Tim Kilby, technical director at Link Simulation and Training, said that Plugfest is a “wonderful opportunity for everyone who is a stakeholder in ADL, but its also a great opportunity to test software. It is a competitive environment to make sure each system is working.”

In October, the ADL Co-Lab released the latest version of SCORM, version 1.2. The release added the ability to package instructional material and meta-data for import and export. These XML-based—which is widely thought to be the next generation of HTML-based Web networking—specifications, according a Defense Department statement, “provides a crucial link between learning content repositories and learning management systems.”
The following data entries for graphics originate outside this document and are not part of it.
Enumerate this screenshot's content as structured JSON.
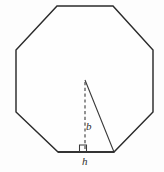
{
  "figure": {
    "background_color": "#fdfdfd",
    "stroke_color": "#2b2b2b",
    "labels": {
      "altitude": "b",
      "base": "h"
    },
    "shapes": {
      "octagon": {
        "name": "octagon",
        "sides": 8,
        "points": "57,6 113,6 153,50 153,112 114,152 58,152 16,112 16,50"
      },
      "triangle": {
        "name": "isosceles-triangle",
        "apex": "85,80",
        "base_left": "58,152",
        "base_right": "114,152",
        "points": "85,80 114,152 58,152"
      },
      "altitude": {
        "name": "altitude-dashed-line",
        "x1": 85,
        "y1": 82,
        "x2": 85,
        "y2": 151,
        "style": "dashed"
      },
      "right_angle_marker": {
        "name": "right-angle-marker",
        "points": "79.5,152 79.5,145 86.5,145 86.5,152"
      }
    }
  }
}
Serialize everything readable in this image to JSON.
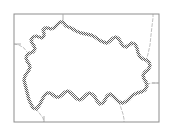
{
  "figure": {
    "type": "administrative_boundary_map",
    "width": 173,
    "height": 135,
    "background_color": "#ffffff",
    "title": "",
    "caption": "",
    "labels": []
  },
  "frame": {
    "name": "map-frame",
    "x": 14,
    "y": 14,
    "width": 145,
    "height": 108,
    "stroke_color": "#8d8d8d",
    "stroke_width": 1,
    "fill": "none"
  },
  "frame_ticks": [
    {
      "name": "tick-top",
      "x1": 63,
      "y1": 14,
      "x2": 63,
      "y2": 20
    },
    {
      "name": "tick-bottom",
      "x1": 44,
      "y1": 116,
      "x2": 44,
      "y2": 122
    },
    {
      "name": "tick-left",
      "x1": 14,
      "y1": 44,
      "x2": 21,
      "y2": 44
    },
    {
      "name": "tick-right",
      "x1": 152,
      "y1": 83,
      "x2": 159,
      "y2": 83
    }
  ],
  "main_boundary": {
    "name": "primary-administrative-boundary",
    "stroke_color": "#6b6b6b",
    "stroke_width": 3.4,
    "fill": "#ffffff",
    "pattern": "dithered-gray-band",
    "closed": true,
    "points": [
      [
        63,
        22
      ],
      [
        66,
        26
      ],
      [
        71,
        28
      ],
      [
        76,
        31
      ],
      [
        81,
        33
      ],
      [
        86,
        34
      ],
      [
        91,
        35
      ],
      [
        95,
        37
      ],
      [
        99,
        40
      ],
      [
        103,
        42
      ],
      [
        107,
        43
      ],
      [
        110,
        41
      ],
      [
        113,
        38
      ],
      [
        116,
        37
      ],
      [
        119,
        39
      ],
      [
        121,
        43
      ],
      [
        123,
        46
      ],
      [
        126,
        47
      ],
      [
        129,
        45
      ],
      [
        132,
        43
      ],
      [
        135,
        44
      ],
      [
        137,
        48
      ],
      [
        138,
        53
      ],
      [
        140,
        57
      ],
      [
        143,
        59
      ],
      [
        146,
        60
      ],
      [
        149,
        62
      ],
      [
        150,
        66
      ],
      [
        148,
        70
      ],
      [
        145,
        72
      ],
      [
        143,
        75
      ],
      [
        144,
        79
      ],
      [
        146,
        82
      ],
      [
        147,
        86
      ],
      [
        145,
        90
      ],
      [
        141,
        92
      ],
      [
        137,
        93
      ],
      [
        133,
        95
      ],
      [
        130,
        98
      ],
      [
        127,
        101
      ],
      [
        123,
        103
      ],
      [
        119,
        102
      ],
      [
        116,
        99
      ],
      [
        113,
        96
      ],
      [
        110,
        94
      ],
      [
        107,
        96
      ],
      [
        105,
        100
      ],
      [
        103,
        103
      ],
      [
        100,
        104
      ],
      [
        97,
        101
      ],
      [
        95,
        97
      ],
      [
        92,
        94
      ],
      [
        89,
        93
      ],
      [
        86,
        95
      ],
      [
        83,
        98
      ],
      [
        80,
        100
      ],
      [
        77,
        99
      ],
      [
        74,
        96
      ],
      [
        71,
        93
      ],
      [
        68,
        91
      ],
      [
        65,
        92
      ],
      [
        62,
        95
      ],
      [
        59,
        97
      ],
      [
        56,
        97
      ],
      [
        53,
        95
      ],
      [
        50,
        93
      ],
      [
        47,
        93
      ],
      [
        44,
        96
      ],
      [
        42,
        100
      ],
      [
        40,
        104
      ],
      [
        38,
        107
      ],
      [
        36,
        109
      ],
      [
        33,
        108
      ],
      [
        31,
        104
      ],
      [
        29,
        100
      ],
      [
        28,
        96
      ],
      [
        27,
        92
      ],
      [
        26,
        88
      ],
      [
        25,
        84
      ],
      [
        24,
        80
      ],
      [
        25,
        76
      ],
      [
        27,
        73
      ],
      [
        29,
        70
      ],
      [
        30,
        67
      ],
      [
        29,
        64
      ],
      [
        27,
        61
      ],
      [
        26,
        58
      ],
      [
        27,
        55
      ],
      [
        30,
        53
      ],
      [
        33,
        52
      ],
      [
        35,
        49
      ],
      [
        34,
        46
      ],
      [
        32,
        43
      ],
      [
        31,
        40
      ],
      [
        33,
        37
      ],
      [
        36,
        36
      ],
      [
        39,
        37
      ],
      [
        42,
        38
      ],
      [
        44,
        36
      ],
      [
        44,
        33
      ],
      [
        43,
        30
      ],
      [
        45,
        28
      ],
      [
        48,
        28
      ],
      [
        51,
        29
      ],
      [
        54,
        28
      ],
      [
        56,
        26
      ],
      [
        58,
        24
      ],
      [
        60,
        22
      ]
    ]
  },
  "neighbor_boundaries": [
    {
      "name": "neighbor-boundary-northeast",
      "stroke_color": "#b8b8b8",
      "stroke_width": 0.9,
      "dash": "3 2",
      "points": [
        [
          146,
          61
        ],
        [
          148,
          54
        ],
        [
          150,
          45
        ],
        [
          151,
          35
        ],
        [
          152,
          26
        ],
        [
          153,
          18
        ],
        [
          153,
          14
        ]
      ]
    },
    {
      "name": "neighbor-boundary-west",
      "stroke_color": "#b8b8b8",
      "stroke_width": 0.9,
      "dash": "3 2",
      "points": [
        [
          14,
          44
        ],
        [
          19,
          45
        ],
        [
          24,
          48
        ],
        [
          27,
          52
        ]
      ]
    },
    {
      "name": "neighbor-boundary-east",
      "stroke_color": "#b8b8b8",
      "stroke_width": 0.9,
      "dash": "3 2",
      "points": [
        [
          147,
          84
        ],
        [
          152,
          83
        ],
        [
          156,
          83
        ],
        [
          159,
          83
        ]
      ]
    },
    {
      "name": "neighbor-boundary-south",
      "stroke_color": "#b8b8b8",
      "stroke_width": 0.9,
      "dash": "3 2",
      "points": [
        [
          119,
          102
        ],
        [
          121,
          108
        ],
        [
          123,
          114
        ],
        [
          124,
          119
        ],
        [
          124,
          122
        ]
      ]
    },
    {
      "name": "neighbor-boundary-southwest",
      "stroke_color": "#b8b8b8",
      "stroke_width": 0.9,
      "dash": "3 2",
      "points": [
        [
          36,
          109
        ],
        [
          40,
          114
        ],
        [
          43,
          118
        ],
        [
          44,
          122
        ]
      ]
    }
  ]
}
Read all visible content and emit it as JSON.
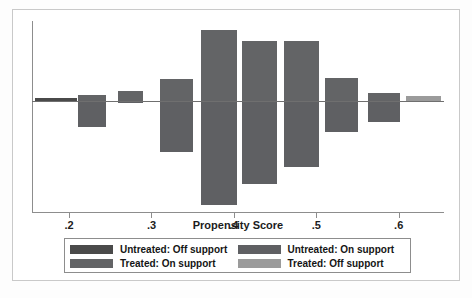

Using SCORM as a standard, the National Guard has developed the Distributive Training Technology Project (DTTP), an online training “Internet” for the National Guard, which is currently in use. The system provides broad access to education, training and information. The DTTP is building classrooms in 54 states and U.S. territories. The system will be connected to an increasingly larger network, providing access for National Guardsmen to extensive coursework and informational resources.

The classrooms also provide access to two-way audio and video conferencing, electronic mail and electronic network access, computer-based learning, video programming, and interactive audio and video technologies. To date, 251 multi-media classrooms have been installed.

The National Guard is seeking public-private partnerships to help fund additional classrooms. Officials noted that National Guard DTTP classrooms also could be used as telecommuting centers, extension sites for adult education centers, community colleges and universities, training centers for businesses and trade associations, and for “town hall meetings.”

According to promotional materials published by the National Guard, the network can also broaden access to tele-medicine for small and rural communities. “Via access to the Guard’s network, a state medical facility can review patient records, including radiology films, while consulting with physicians at the Center for Disease Control in Atlanta in real time.

“Citizens in remote communities may ‘visit’ Social Security or Veteran’s Administration offices without traveling outside their communities.”

The Federal Learning Exchange (FLX) is another program developed at the ADL Co-Lab. Its main sponsor is the Department of Labor. The FLX, according to officials, is a “one-stop training and education resource tool for the federal government.” There is no charge for either the government or the public to use the service, and the FLX basically provides an “‘electronic yellow pages,’ where agencies list robust information on training resources for the federal workforce,” officials said. FLX also links to the Department of Labor’s career development networks: America’s Job Bank, America’s Talent Bank and America’s Career InfoNet.

Academia also benefits from the work done by the ADL initiative, said officials. One ADL Co-Lab that is based in Wisconsin, for example, is located on the campus on the University of Wisconsin at Madison, and serves as a conduit for the academic study of distributed learning. College professors can apply the SCORM standards to teach courses, Kilby said. This is beneficial, he said, because as a new field, many customers even in industry don’t fully understand the intricacies of SCORM.

Kilby said that his work as an industry partner for ADL and SCORM involves education of clients, because the field has not yet been cornered by academia. “There are a lot of people who don’t know about SCORM and how it runs,” he said. For example, Kilby explained, “We’ve got some requests from government clients who have asked us to make their software SCORM-compliant.” But they don’t “fully understand the implications of what a SCORM conformant application actually is.” One of those implications is that their software has to be a Web-based application.

“We still have clients who want to run a dual-platform application that can run from the Web, but also from a CD,” he said. “SCORM only addresses the distributed, or Web model.”